Charles Heidsieck Mis en Cave 2000
Based on the 1999 vintage, this is a splendid champagne.Made from a classic mix of Pinot Noir, Pinot Meunier and Chardonnay in equal proportions, incorporating 40 per cent reserve wines for extra complexity, it combines mouth-filling volume, freshness and length of flavour with an intriguing boisée nuance that might suggest a luxuriant touch of wood. Actually, no element in the blend had ever seen oak: that sylvan richness coming from the mature secondary flavours of the reserve wines. No champagne better illustrates the craft of the master blender.
Charles Heidsieck 1995
Quite different is this worthy successor to the great 1989, sharing the latter’s ripeness of flavour but with a notably fine acidity all of its own, protecting the fresh aromas of white flowers and the butter-laden flavours tinged with touches of chestnut and quince.
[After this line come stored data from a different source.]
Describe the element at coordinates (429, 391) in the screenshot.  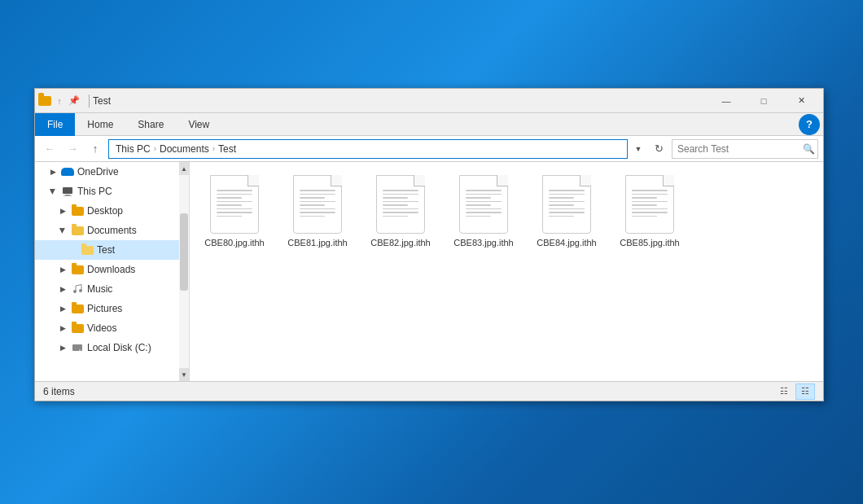
I see `status-bar: 6 items ☷ ☷` at that location.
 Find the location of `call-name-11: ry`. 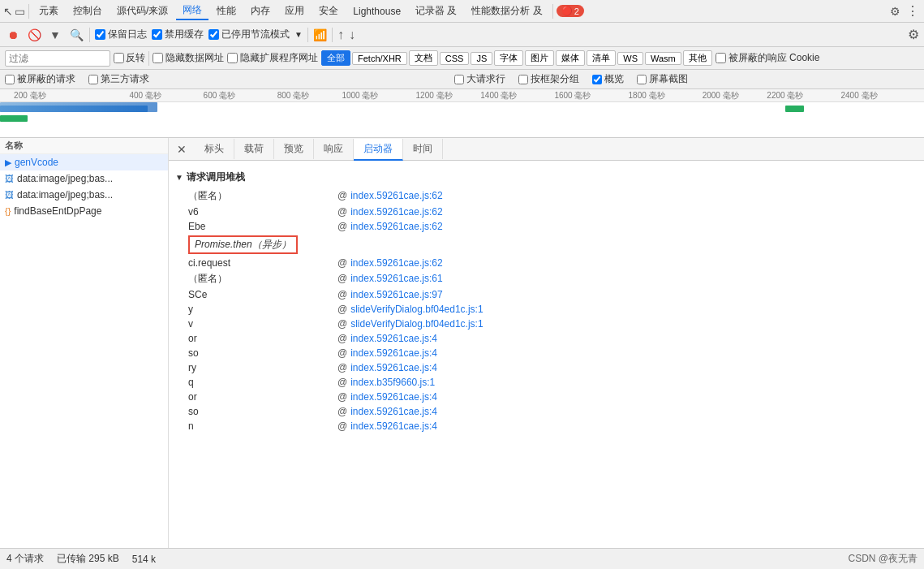

call-name-11: ry is located at coordinates (261, 368).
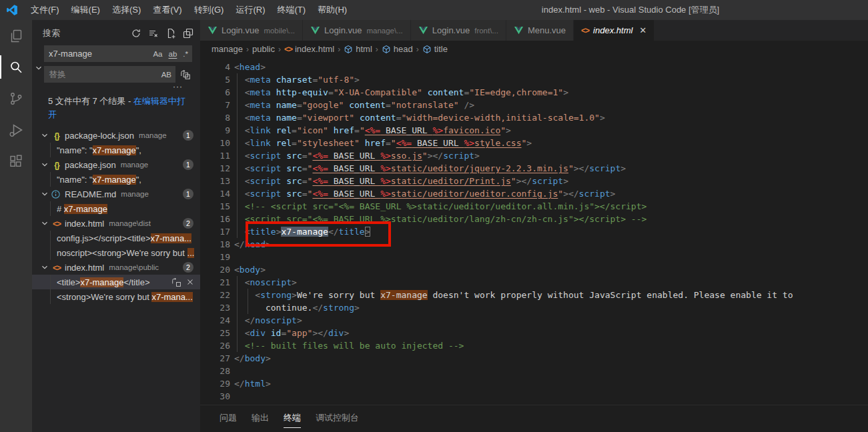  Describe the element at coordinates (127, 10) in the screenshot. I see `menu-item: 选择(S)` at that location.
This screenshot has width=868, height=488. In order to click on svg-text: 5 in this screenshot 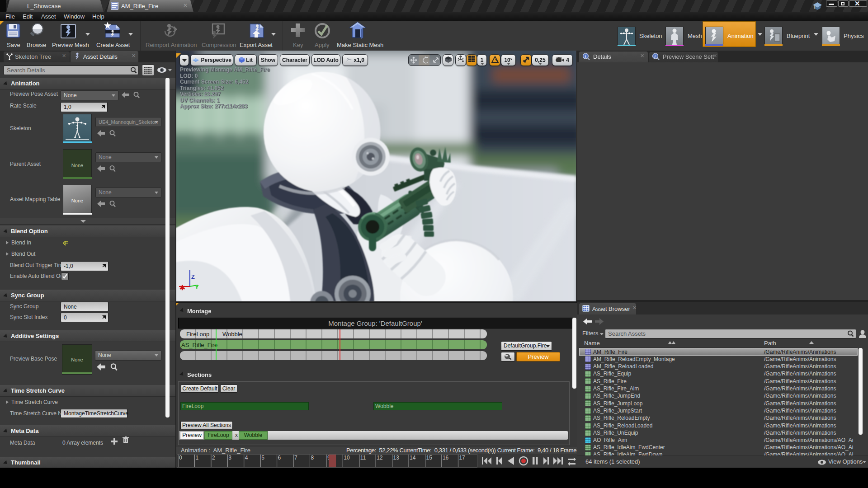, I will do `click(263, 458)`.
Charles Heidsieck Rosé 1996
This wine has a subtlety of evolved colours, scents and flavours. Even the red wine (10 per cent of the blend) that shapes the pastel rose hue tinted with orange comes from the same great ’96 vintage; the aromas suggest peonies, cinnamon, white pepper and gingerbread; the palate is an exquisite sensation of wild raspberries softened by the passage of nine years on the cork.
All these creations taste as much like fine wines as sparkling champagnes. I am sure that Daniel would have approved.